Of Brandon’s games to get any attention, they did so when positions and games were shown by the extremely popular agadmator, whose twitter shared the following game when Brandon first played it. To date, Antonio Radic’ has shared 3 games, 1 of which has been shown on this list, and the following; for most of the middle game and into an obvious winning position for white, Brandon was able to tie down white’s pieces just enough, force the opponent to continnue playing best moves – when he himself is being a gambler – though making progress for white looks easy. The pieces for black, despite their being fewer of them, they exert far more pressure; the king’s position has been shattered, but the immediately play of white requires some piece activation. Black’s pieces are majestic, and the only piece in white’s camp looking into black’s is a bishop staring at its own pawn.
splitting pawns for long term pressure and open lines.
Though Brandon will lose a piece, quality, time, and complications will compensate for the material loss; in addition, white’s pawn structure inhibits the pieces and limits their mobility, giving them little room for improvement or attack. Meanwhile, the white king is weakened by g4, despite the fork, which will prove to be a bridge too far for white – one unable to be held.
A clearance sacrifice, or positional piece sacrifice, is giving up a piece to otherwise expose an enemy king, kill their piece or pawn coordination, or for long term strategic advantages that will present a number of problems for the opponent. Mikhal Tal said, “You must take your opponent into a deep, dark forest where 2+2 = 5 and the way out is big enough only for one.”
Remember kids, pawns do not go backwards, and you open the defenses in front of your king at your own peril.

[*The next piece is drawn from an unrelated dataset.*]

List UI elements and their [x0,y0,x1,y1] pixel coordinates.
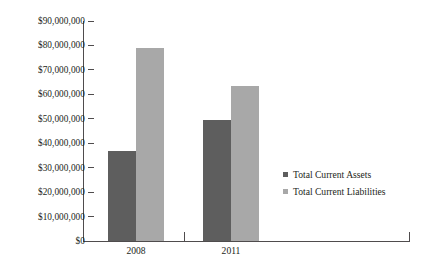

Fair enough; Brandon exchanges the only pieces on board capable of “getting over” the wedges uncomfortably planted within white’s positions, a structure that severely blocks in and makes passive white’s entire forces.

Queen takes knight — in order to preserve the exchange, though taking the light squared bishop might have been a better attempt – white is still given a completely winning position, yet the time to untangle is not there:
Queen takes knight; now boxed in and capable of going only backward. White can take three pieces in this position, and doesn’t actually blunder – though again, it was not too late to take the light squared bishop, a weak complex that will hurt white later.
Three pieces hanging, though black’s pieces will exert more pressure in the short time. White has to be careful and survive the attack, attempt trading down. But, the pagan is gambling now with his sacrifices…
The following line would lead us to here:



So, Bc4, saving the piece and cutting off the king’s breathing room, limiting his space to literally one square; white takes instead of pushing – gxh5, black executes the plan from the moment of the fork after – gxh5, and white activates his bishop with Bxh5 – snatching a pointless pawn and – and voila, the white king is extremely exposed, and it will take white several moves to organize his pieces in such a manner as to put any pressure on the black position. From this point forward, Brandon would play only moves; move after move he chose the engine’s #1 recommendation, forcing white to play as precise as a Fish; And it begins with the most important, first award in his career:
How is it possible to put pressure on the position – one move will not make black better; but only one continues the fight.

White compounds his earlier crime of g4 by pushing more pawns in front of his king, though it was unclear what else to do.
Though the engine gives white the advantage, we must remember these are estimations of which neither play is possibly aware. A position can be totally winning despite being fucking nightmarishly difficult to play. Though Brandon concedes the luck, when the one chances comes, the pagan finds it and finds it immediately. The final position might have been different in the hands of a master, but the gambler who split his pawns to open up and mobilize rooks, he was betting that in a short, short while, his pieces would threaten so much that white would break. When white flinched, that’s all it took. This game is a warm-up to the game that made Brandon a player whose games were shown, though he had as many disasters for the first years – that is, when he began playing in 2017 when he fail ill on account of him being out of drugs.

There’s a rule in his house; always sacrifice the exchange. And black plays the winning move, RxBg4!!
Now, black is slightly better, but of course you can’t take the rook be–
Okay, man, okay. Black to play and mate in 3.
Take my wife, please!
Now, the next game is played by two players who are much more mature, and by a gambler who has learned not to always bet the house on every round. So this game was a grind from the start.
2020 – PavelJezovic – IM – rtg. 2590
vs
sisyphusunemployed 2190 ? (provisional) – Brandon plays the Sicilian against a prodigy, known for sacrifice and tactically sharp games.